University of Kent meal deal

Its campuses in Canterbury and Medway will be places where the Right to Food is realised in practice - in student kitchens, canteens, the university estate, the courses on offer and through research collaborations.

Measures already in place include special £3 meal deals, access to free food via Kent Union's Brunch Club, free microwave and hot water points, a campus pantry and food packages.

In August 2023 it was announced Kent was one of only 12 UK universities to secure funding from The National Co-ordinating Centre for Public Engagement (NCCPE) and Sheffield Hallam University’s (SHU) National Civic Impact Accelerator (NCIA) Action Learning Programme (ALP) to support this work.

Positive Environmental Futures

The University of Kent aims to bring world-leading expertise in health and wellbeing, social justice, inequalities and conflict, environment and natural resources through the Right to Food project to bring to bear regional, national and global challenges.

One of the university's signature research themes is Positive Environmental Futures, which has recently begun its work to find solutions to some of the most urgent environmental issues facing the world today, including food inequality.

Learn more about the project here.

University of Kent

Growing Kent and Medway

Kent is known as the Garden of England with outstanding agricultural produce and acres of land dedicated to food production.

The university is at the heart of developments to strengthen the county as the leading region for production and processing of high-value foods and plant-based compounds.

Through Growing Kent and Medway the university is introducing wide-ranging advances in horticulture that are shaping the way produce is grown and supplied.

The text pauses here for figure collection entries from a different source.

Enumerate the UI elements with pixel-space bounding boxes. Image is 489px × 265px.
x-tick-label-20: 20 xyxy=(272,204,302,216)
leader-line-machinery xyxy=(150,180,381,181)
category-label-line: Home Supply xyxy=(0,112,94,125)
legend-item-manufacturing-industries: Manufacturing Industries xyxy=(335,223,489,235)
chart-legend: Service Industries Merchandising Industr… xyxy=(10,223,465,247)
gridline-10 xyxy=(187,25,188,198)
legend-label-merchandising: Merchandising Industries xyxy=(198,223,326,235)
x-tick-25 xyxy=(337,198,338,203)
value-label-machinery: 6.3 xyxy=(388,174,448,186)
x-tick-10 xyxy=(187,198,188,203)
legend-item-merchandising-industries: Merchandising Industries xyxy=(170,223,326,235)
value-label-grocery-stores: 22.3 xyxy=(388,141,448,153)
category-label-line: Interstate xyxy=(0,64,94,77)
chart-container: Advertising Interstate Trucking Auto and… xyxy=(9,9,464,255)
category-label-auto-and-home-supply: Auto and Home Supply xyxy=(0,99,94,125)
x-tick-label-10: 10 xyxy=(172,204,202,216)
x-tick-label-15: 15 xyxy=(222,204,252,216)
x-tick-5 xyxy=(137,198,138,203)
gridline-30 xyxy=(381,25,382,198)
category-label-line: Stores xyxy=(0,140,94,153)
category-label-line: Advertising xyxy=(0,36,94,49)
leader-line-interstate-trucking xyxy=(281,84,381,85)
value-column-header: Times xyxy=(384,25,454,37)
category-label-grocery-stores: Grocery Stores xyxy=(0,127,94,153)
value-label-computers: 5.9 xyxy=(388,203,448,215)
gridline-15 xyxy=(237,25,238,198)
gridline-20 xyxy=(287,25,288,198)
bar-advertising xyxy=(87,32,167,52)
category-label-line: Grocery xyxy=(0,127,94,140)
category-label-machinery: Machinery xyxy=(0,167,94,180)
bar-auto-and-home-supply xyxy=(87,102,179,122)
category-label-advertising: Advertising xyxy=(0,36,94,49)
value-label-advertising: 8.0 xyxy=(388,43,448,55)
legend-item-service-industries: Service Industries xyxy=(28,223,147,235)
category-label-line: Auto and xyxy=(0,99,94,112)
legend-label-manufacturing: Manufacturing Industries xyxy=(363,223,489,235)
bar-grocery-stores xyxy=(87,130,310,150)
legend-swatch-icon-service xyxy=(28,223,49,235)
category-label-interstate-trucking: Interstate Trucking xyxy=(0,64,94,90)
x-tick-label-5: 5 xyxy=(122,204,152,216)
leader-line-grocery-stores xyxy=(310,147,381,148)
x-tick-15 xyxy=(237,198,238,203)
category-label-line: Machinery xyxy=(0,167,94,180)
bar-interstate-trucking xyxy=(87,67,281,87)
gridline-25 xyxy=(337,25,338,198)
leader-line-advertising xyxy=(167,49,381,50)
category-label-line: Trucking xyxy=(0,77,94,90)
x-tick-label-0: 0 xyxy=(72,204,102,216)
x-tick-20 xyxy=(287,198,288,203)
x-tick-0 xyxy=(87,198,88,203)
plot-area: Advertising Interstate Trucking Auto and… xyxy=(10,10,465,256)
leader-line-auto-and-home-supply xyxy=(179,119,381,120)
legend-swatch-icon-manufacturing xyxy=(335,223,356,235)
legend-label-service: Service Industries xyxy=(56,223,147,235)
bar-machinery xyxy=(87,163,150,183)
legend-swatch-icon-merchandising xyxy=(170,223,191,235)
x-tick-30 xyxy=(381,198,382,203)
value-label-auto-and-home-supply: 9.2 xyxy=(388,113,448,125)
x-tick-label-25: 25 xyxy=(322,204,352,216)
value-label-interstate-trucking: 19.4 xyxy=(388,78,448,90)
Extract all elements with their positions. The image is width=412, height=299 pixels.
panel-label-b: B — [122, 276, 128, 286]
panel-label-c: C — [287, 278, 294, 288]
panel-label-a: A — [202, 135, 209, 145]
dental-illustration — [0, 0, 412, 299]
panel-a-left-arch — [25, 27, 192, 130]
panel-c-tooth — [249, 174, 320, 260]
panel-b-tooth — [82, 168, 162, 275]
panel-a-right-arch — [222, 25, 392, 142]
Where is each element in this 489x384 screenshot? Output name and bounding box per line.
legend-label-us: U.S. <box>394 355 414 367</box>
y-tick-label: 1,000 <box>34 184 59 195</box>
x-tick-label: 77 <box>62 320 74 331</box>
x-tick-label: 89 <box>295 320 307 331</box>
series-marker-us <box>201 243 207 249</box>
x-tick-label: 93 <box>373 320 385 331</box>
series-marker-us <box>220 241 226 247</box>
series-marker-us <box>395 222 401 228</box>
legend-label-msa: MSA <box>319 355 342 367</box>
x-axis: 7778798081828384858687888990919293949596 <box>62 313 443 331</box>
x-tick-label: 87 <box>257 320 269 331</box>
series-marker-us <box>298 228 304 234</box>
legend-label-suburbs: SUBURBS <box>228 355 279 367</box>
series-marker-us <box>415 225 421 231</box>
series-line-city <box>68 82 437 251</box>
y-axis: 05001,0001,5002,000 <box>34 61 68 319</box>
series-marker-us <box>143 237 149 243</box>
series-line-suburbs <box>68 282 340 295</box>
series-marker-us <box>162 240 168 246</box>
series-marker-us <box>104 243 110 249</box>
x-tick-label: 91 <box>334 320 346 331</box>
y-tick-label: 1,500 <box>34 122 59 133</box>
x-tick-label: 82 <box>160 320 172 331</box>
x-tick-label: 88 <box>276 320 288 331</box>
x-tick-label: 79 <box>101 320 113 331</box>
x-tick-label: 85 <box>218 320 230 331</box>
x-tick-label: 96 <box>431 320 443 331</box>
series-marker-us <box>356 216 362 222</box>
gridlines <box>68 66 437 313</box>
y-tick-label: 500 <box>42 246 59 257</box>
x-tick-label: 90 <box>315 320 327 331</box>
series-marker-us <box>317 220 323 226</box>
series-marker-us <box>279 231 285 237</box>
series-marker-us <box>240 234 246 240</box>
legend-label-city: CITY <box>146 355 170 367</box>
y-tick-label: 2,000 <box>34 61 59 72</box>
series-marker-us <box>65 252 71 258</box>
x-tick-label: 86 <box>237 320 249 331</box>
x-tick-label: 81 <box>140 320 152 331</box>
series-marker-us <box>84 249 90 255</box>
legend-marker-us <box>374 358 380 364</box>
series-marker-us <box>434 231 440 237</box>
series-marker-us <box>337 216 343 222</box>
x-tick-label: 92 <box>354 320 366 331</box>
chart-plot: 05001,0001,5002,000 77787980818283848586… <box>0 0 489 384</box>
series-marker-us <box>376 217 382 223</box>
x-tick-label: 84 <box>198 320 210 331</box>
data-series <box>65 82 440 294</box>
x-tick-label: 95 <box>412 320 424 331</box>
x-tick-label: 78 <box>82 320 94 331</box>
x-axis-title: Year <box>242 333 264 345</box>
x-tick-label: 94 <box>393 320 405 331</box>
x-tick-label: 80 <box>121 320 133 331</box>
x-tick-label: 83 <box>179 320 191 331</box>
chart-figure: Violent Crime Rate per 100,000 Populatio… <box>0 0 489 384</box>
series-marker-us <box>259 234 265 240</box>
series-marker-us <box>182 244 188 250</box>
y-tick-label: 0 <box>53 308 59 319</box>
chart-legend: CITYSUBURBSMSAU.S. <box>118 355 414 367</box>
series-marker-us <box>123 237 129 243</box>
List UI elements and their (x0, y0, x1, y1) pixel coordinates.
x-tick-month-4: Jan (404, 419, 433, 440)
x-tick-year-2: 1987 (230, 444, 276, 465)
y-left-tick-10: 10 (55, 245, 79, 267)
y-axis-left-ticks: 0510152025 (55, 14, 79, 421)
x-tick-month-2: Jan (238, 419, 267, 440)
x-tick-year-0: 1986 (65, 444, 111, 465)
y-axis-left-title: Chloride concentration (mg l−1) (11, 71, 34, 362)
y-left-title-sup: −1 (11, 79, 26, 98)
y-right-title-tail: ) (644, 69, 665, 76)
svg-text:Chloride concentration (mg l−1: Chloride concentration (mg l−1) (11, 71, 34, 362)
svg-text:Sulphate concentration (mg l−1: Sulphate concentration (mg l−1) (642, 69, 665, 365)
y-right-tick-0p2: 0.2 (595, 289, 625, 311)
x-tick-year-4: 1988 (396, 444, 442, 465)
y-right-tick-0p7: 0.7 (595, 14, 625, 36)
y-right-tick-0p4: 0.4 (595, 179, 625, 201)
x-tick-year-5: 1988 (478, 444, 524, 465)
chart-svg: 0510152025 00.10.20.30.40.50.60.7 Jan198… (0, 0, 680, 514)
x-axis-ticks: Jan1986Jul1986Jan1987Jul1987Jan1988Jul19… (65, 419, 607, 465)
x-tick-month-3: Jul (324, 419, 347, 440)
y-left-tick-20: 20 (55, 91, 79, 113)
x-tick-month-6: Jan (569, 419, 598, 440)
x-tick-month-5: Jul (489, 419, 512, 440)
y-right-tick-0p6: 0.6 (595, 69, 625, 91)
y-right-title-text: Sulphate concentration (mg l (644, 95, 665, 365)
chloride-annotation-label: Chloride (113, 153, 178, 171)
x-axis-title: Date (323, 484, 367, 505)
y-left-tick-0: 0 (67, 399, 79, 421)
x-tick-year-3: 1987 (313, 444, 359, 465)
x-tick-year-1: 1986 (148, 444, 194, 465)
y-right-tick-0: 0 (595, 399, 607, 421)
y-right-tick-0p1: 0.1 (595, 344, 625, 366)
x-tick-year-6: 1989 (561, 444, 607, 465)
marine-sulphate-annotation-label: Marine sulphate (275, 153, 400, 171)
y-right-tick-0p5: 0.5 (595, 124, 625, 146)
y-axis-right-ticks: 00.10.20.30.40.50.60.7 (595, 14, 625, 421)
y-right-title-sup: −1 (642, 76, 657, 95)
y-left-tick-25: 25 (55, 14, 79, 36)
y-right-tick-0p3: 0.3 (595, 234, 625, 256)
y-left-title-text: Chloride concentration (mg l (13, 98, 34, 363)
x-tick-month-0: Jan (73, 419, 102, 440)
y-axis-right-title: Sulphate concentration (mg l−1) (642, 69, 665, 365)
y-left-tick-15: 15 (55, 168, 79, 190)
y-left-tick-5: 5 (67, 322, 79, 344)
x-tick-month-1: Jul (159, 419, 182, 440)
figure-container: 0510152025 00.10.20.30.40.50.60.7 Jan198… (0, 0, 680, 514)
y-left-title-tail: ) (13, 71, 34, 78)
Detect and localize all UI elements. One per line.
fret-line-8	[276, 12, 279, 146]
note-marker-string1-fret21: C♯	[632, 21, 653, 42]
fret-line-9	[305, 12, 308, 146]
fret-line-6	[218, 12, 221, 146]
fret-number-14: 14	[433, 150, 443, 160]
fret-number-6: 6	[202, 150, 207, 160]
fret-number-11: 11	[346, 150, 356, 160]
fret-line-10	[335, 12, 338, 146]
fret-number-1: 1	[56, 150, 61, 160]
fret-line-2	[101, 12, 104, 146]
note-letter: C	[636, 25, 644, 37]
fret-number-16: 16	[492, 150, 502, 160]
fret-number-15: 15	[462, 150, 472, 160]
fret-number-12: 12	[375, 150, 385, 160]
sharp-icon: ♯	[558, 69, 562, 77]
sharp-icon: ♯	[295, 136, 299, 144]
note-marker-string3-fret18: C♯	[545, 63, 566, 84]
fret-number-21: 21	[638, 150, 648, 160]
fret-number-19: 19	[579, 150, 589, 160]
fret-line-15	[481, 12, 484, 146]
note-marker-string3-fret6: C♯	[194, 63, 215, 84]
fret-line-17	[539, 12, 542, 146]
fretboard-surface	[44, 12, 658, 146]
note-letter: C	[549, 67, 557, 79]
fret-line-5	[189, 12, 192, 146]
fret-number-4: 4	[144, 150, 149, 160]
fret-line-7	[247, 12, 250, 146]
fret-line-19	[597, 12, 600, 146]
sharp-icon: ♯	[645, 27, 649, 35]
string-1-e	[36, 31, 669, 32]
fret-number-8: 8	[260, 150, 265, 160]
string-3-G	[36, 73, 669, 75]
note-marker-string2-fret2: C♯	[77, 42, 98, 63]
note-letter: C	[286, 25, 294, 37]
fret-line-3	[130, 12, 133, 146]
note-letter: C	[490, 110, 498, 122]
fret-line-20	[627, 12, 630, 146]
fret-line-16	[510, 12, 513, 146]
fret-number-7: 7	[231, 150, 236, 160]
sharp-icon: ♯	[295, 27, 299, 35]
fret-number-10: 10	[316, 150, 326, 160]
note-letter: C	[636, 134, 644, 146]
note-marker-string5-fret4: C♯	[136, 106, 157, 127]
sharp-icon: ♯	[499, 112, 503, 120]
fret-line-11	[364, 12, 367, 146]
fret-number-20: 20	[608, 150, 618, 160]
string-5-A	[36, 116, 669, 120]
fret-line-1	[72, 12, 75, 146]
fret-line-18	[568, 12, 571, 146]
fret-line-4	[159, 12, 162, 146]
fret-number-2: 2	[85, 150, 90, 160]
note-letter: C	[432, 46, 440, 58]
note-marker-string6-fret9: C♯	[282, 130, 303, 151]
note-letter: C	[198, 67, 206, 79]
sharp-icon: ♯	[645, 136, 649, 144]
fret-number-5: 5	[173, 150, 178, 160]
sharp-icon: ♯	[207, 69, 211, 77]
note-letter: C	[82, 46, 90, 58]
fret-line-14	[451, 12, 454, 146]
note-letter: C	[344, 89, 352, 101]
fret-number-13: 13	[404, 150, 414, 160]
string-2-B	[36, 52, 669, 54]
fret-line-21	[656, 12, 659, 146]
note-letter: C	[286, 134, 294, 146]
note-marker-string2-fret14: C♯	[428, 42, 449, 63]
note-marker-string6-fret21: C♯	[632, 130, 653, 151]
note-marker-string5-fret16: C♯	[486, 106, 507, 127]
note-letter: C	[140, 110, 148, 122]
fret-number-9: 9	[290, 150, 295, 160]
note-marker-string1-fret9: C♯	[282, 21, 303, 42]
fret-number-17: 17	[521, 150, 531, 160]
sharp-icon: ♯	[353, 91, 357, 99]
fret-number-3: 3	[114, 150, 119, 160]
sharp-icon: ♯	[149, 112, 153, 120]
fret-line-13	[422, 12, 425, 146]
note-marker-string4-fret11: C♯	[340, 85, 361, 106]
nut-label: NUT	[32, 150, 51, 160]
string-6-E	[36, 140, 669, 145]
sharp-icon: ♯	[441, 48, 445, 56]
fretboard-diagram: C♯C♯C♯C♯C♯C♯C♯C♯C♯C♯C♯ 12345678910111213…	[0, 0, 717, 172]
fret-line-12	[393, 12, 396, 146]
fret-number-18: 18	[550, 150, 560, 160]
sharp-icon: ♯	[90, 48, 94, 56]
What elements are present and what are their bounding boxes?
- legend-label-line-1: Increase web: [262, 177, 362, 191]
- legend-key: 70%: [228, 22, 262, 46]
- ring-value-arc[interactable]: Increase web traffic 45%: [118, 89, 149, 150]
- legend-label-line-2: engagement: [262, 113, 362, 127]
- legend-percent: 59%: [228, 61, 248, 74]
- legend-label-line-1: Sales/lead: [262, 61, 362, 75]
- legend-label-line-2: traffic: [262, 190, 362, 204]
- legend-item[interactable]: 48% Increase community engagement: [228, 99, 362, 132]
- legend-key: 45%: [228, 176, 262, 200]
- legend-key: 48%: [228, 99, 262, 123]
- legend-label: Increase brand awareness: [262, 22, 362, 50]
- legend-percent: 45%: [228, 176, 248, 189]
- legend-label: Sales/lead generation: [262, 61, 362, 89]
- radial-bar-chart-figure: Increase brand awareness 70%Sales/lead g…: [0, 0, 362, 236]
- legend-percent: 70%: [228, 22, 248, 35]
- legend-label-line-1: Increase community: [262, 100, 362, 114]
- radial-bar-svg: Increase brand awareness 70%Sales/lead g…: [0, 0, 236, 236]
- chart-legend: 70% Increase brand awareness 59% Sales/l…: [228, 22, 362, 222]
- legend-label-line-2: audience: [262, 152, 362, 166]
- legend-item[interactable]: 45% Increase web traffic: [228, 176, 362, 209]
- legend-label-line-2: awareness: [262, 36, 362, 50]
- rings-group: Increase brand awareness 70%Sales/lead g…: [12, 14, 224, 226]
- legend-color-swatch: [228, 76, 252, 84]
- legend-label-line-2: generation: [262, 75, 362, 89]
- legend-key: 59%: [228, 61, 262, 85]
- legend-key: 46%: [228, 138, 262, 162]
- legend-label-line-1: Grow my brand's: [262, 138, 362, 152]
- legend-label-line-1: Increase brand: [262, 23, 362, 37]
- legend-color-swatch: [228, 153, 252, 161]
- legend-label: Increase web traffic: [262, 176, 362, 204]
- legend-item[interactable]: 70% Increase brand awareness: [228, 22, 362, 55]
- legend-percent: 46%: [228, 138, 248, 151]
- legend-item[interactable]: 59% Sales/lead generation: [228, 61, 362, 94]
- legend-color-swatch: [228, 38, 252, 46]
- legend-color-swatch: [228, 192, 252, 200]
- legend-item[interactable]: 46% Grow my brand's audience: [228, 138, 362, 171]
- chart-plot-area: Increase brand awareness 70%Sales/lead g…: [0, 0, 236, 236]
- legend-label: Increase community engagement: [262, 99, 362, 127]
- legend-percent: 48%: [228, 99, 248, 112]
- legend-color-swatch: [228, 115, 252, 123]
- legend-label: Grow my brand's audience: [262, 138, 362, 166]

It is using national funding to drive innovation, commercialisation and novel training programmes in the region, which is home to more than 40% of UK high-value horticultural production and a key gateway to global markets.

Kent Community Garden

The university will use these key strengths as well as its wider role in the region to harness the area's strength in food production, handling and distribution, working with industry partners to support innovation and sustainability in the production of affordable nutrient-rich foods and plant-based products.

Learn more about the project here.

Kent Community Oasis Garden

A resource run by staff and students in partnership with East Kent Mind, the Kent Community Oasis Garden is a sustainability hub centred around growing food.

It is mostly used to grow fruit and vegetables, with volunteers having input about which crops are planted.

There is also a commercial side to the garden's sustainability with the cafe at the Gulbenkian Arts Centre being a ready market for the salads, tomatoes and other produce grown in the garden.

This also helps the venue with its sustainability goals, drastically reducing overall food miles.

Learn more about the project here.

Welcoming the the Right to Food project, Food Foundation Executive Director Anna Taylor, said: "I hope the Kent’s Right to Food missions will inspire other universities to follow suit.

"Kent is making it their mission to help students and staff eat well. It's an exciting initiative which promises to make a real difference."